Shelves of hope at Lampara's launch

AT a Quezon City media event, children’s authors confront the country’s literacy crisis with stories designed to meet young readers where they are.
Photo by Amelia Clarissa de Luna Monasterial / DAILY TRIBUNE images.
I have always considered myself a reader first, and a writer second. Books built the architecture of my inner world. They taught me language, sharpened my questions, and gave shape to feelings I could not yet name. They were my first friends, especially as a child who often felt lonely and alienated.
So when I walked into the JRich Corporate Center in Quezon City on Tuesday, 3 March 2026, for the media launch of Lampara Publishing House Inc., I expected to feel at home. Instead, I felt something closer to humility.
Because as much as I loved reading as a child, I realized that I did not grow up with the kinds of children’s books Lampara was presenting that afternoon.
On display were the company’s Reading and Numeracy Packages, including the Magbasa Tayo! and Let’s Read! series, the first local decodable texts in the Philippines. Around me were stacks of brightly illustrated books, structured learning kits, and the urgency that hung in the air once the numbers were mentioned.
Ninety percent of Filipino children aged 10 struggle with reading.
It is one thing to say that statistic out loud. It is another to sit in a room full of people who have built their careers around trying to change it.

WITH over 1,000 published titles, Lampara has grown to be one of the vanguards of children's literature in the publishing industry.
Photo by Amelia Clarissa de Luna Monasterial / DAILY TRIBUNE images.
What went wrong
I grew up reading, yes. There were school-sponsored short stories, lessons taught inside fluorescent-lit classrooms, and hours spent in a reading nook. But child-appropriate books are not just about subject matter. They are about how the story is told.
Children learn about complex ideas through carefully framed narratives. Faith, for example, is often introduced through gentle retellings of stories like Noah’s Ark or the laughter of Sarah at the promise of her son Isaac. The themes are profound, but the language is warm, protective, and mindful of a child’s emotional capacity.
That was not always my experience.
The world I encountered through some of my early reading felt darker than it needed to be. I learned about guilt before I learned about grace. About failure before love. That framing mattered and shaped me into the sullen child, teenager, and adult I grew to be.
That is what struck me most at the Lampara launch. Writing for children is not easy. It requires skill, discipline, and sensitivity. It means engaging a child’s curiosity and imagination, teaching practical realities about the world, all the while preserving innocence, hope, and wonder.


THE TASK:
Before you reproduce the entries that follow, strip out any image they contain and keep the rest exact.

DATA TO EXAMINE:
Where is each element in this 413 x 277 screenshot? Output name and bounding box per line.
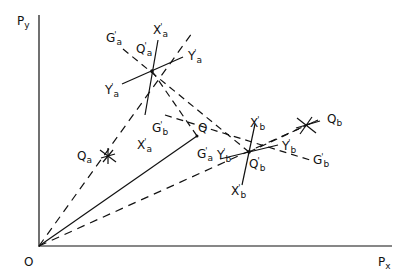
- label-xb-prime-top: X'b: [250, 117, 265, 132]
- diagram-canvas: [0, 0, 413, 277]
- point-label-qa-prime: Q'a: [136, 43, 152, 58]
- ga-prime-line: [123, 49, 249, 152]
- label-xa-prime-bottom: X'a: [137, 139, 152, 154]
- point-label-q: Q: [198, 122, 207, 134]
- label-ga-prime-mid: G'a: [197, 148, 213, 163]
- point-qa-prime: [150, 69, 154, 73]
- origin-label: O: [24, 256, 33, 268]
- ray-o-q: [39, 136, 197, 246]
- label-xb-prime-bottom: X'b: [231, 185, 246, 200]
- label-yb-prime-left: Y'b: [217, 149, 231, 164]
- label-ya-prime-left: Y'a: [105, 84, 119, 99]
- label-gb-prime-right: G'b: [313, 154, 329, 169]
- label-yb-prime-right: Y'b: [282, 140, 296, 155]
- label-gb-prime-mid: G'b: [152, 122, 168, 137]
- label-ga-prime-top: G'a: [106, 32, 122, 47]
- qa-star-marker: [100, 148, 116, 164]
- y-axis-label: Py: [17, 15, 30, 30]
- ray-o-qa-prime: [39, 33, 192, 246]
- point-label-qa: Qa: [77, 150, 92, 165]
- x-axis-label: Px: [378, 256, 391, 271]
- label-ya-prime-right: Y'a: [188, 50, 202, 65]
- point-label-qb-prime: Q'b: [249, 158, 265, 173]
- label-xa-prime-top: X'a: [153, 24, 168, 39]
- point-label-qb: Qb: [327, 113, 342, 128]
- qb-star-marker: [296, 117, 320, 134]
- point-qb-prime: [247, 150, 251, 154]
- xb-prime-line: [242, 124, 255, 185]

YOUR SOLUTION:
Where is each element in this 413 x 277 screenshot? Output name and bounding box per line.
- label-xb-prime-top: X'b: [250, 117, 265, 132]
- diagram-canvas: [0, 0, 413, 277]
- point-label-qa-prime: Q'a: [136, 43, 152, 58]
- ga-prime-line: [123, 49, 249, 152]
- label-xa-prime-bottom: X'a: [137, 139, 152, 154]
- point-label-q: Q: [198, 122, 207, 134]
- label-ga-prime-mid: G'a: [197, 148, 213, 163]
- point-qa-prime: [150, 69, 154, 73]
- origin-label: O: [24, 256, 33, 268]
- ray-o-q: [39, 136, 197, 246]
- label-xb-prime-bottom: X'b: [231, 185, 246, 200]
- label-yb-prime-left: Y'b: [217, 149, 231, 164]
- label-ya-prime-left: Y'a: [105, 84, 119, 99]
- label-gb-prime-right: G'b: [313, 154, 329, 169]
- label-yb-prime-right: Y'b: [282, 140, 296, 155]
- label-gb-prime-mid: G'b: [152, 122, 168, 137]
- label-ga-prime-top: G'a: [106, 32, 122, 47]
- qa-star-marker: [100, 148, 116, 164]
- y-axis-label: Py: [17, 15, 30, 30]
- ray-o-qa-prime: [39, 33, 192, 246]
- point-label-qa: Qa: [77, 150, 92, 165]
- x-axis-label: Px: [378, 256, 391, 271]
- label-ya-prime-right: Y'a: [188, 50, 202, 65]
- point-label-qb-prime: Q'b: [249, 158, 265, 173]
- label-xa-prime-top: X'a: [153, 24, 168, 39]
- point-label-qb: Qb: [327, 113, 342, 128]
- qb-star-marker: [296, 117, 320, 134]
- point-qb-prime: [247, 150, 251, 154]
- xb-prime-line: [242, 124, 255, 185]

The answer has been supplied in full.